Enabling Asymptotic Truth Learning in a Network
Tuesday, Aug 6: 8:35 AM - 9:00 AM
Invited Paper Session
Oregon Convention Center
Consider a network of distributed agents that all want to guess the correct value of some ground truth state. In a sequential order, each agent makes its decision using a single private signal which has a constant probability of error, as well as observations of actions from its network neighbors earlier in the order. We are interested in the question of enabling network-wide asymptotic truth learning -- that in a network of n agents, almost all agents make a correct prediction with probability approaching one as n goes to infinity. In this paper we study carefully crafted decision orders with respect to the graph topology as well as sufficient or necessary conditions for a graph to support such a good ordering.
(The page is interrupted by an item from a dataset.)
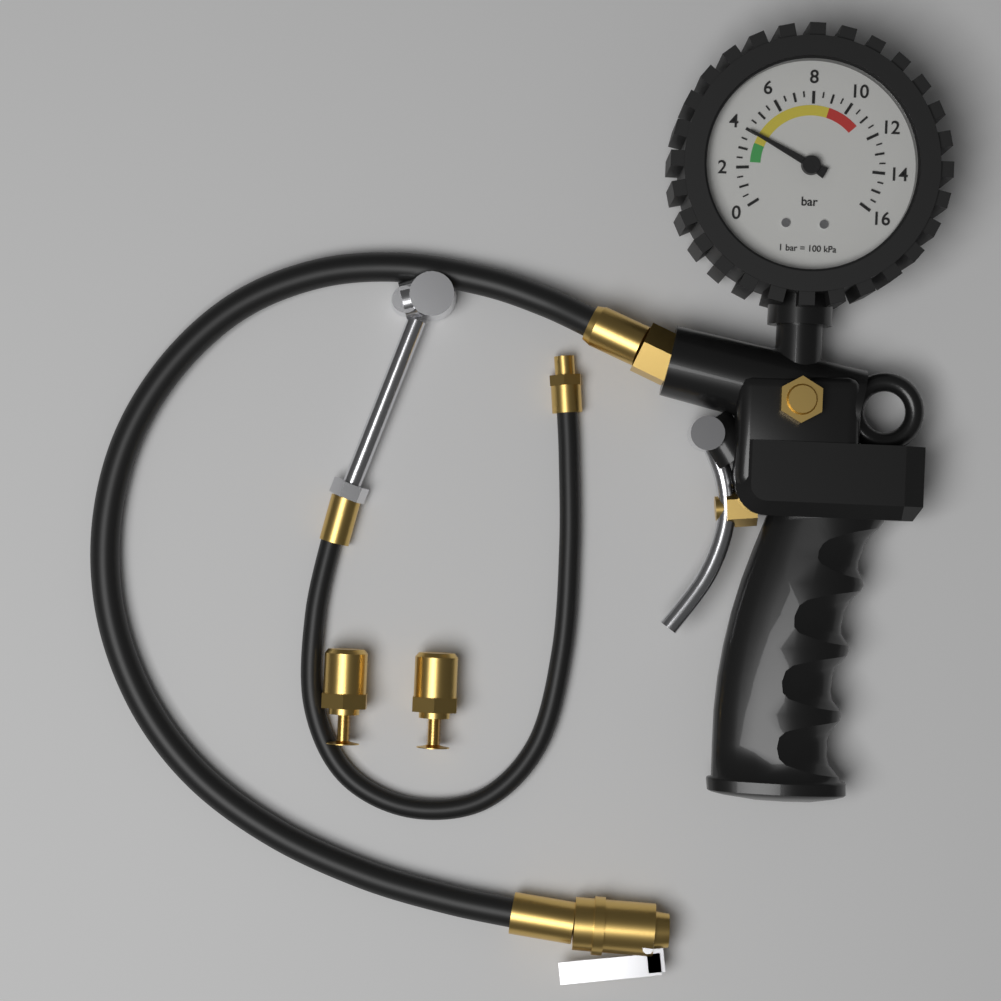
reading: 4.0 bar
We first show that on a sparse graph with a random ordering asymptotic truth learning does not happen. We then show a rather modest sufficient condition to enable asymptotic truth learning. With the help of this condition we characterize graphs generated from the Erdös Rényi model and preferential attachment model. In an Erdös Rényi graph, unless the graph is super sparse (with O(n) edges) or super dense (with Ω(n^2) edges), there exists a decision ordering that supports asymptotic truth learning. Similarly any preferential attachment network with a constant number of edges per node can achieve asymptotic truth learning under a carefully designed ordering. We also evaluated a variant of the decision ordering on different network topologies and demonstrated clear effectiveness in improving truth learning over random orderings.